3 growth opportunities for ASCs & how to manage them

With outpatient surgery volume poised to grow about 11 percent over the next four years, practices must focus on showing payers and surgeons they can achieve superior long-term clinical outcomes, according to Surgical Directions CEO Jeff Peters.

At Becker's ASC 25th Annual Meeting: The Business and Operations of ASCs, Oct. 18-20 in Chicago, Mr. Peters discussed growth opportunities for ASCs and how to manage them.

Here are three growth areas he identified:

1. Vascular procedures are moving into the ASC setting, Mr. Peters said. The problem is that because many vascular procedures are for Medicare patients with comorbidities, they're typically high-risk procedures with low margins. But if ASCs do diagnostics for those types of procedures, the area becomes a high-margin, high-volume opportunity with good outcomes.

2. Neurosurgery is another opportunity for ASCs. Payers have noticed two-year outcomes of major neurosurgery procedures have a high failure rate with little to no decline in pain, often leading to addiction. However, by performing these procedures minimally invasively, ASCs could get the same results at a lower cost while paying careful attention to opioid risks.

3. Urology is also a promising new frontier. Mr. Peters recently visited a center that performed 10 prostatectomies a week with all commercial payers and "incredible" margins.

In every one of these areas, he said, the focus has to be an obsession with value. Practices that use data to prove they're in the 90th percentile or higher for outcomes and patient satisfaction will receive higher reimbursement from payers — and payers will funnel patients to those centers.

Creating high satisfaction requires providers to begin managing the episode of care immediately, and to continue engaging with patients postoperatively to immediately address any issues. Every person in an ASC must also convey a high level of caring the moment a patient walks in the door, Mr. Peters said. When he was diagnosed with prostate cancer a year ago and visited Buffalo, N.Y.-based Roswell Park Comprehensive Cancer Center for treatment, he experienced this firsthand.

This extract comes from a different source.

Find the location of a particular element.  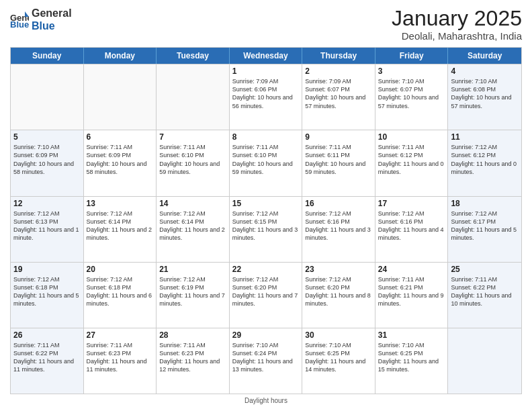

"There was a level of caring that extended through that entire experience that I'll never forget. I actually wrote letter to the president of the hospital telling him how good a job it is," Mr. Peters said. "[If] the patient can sense they're going through a checklist, as opposed to having an experience, that's going to come out in the patient satisfaction score … and you're not going to hit that 90th percentile and you're not going to have the payers steering people to you."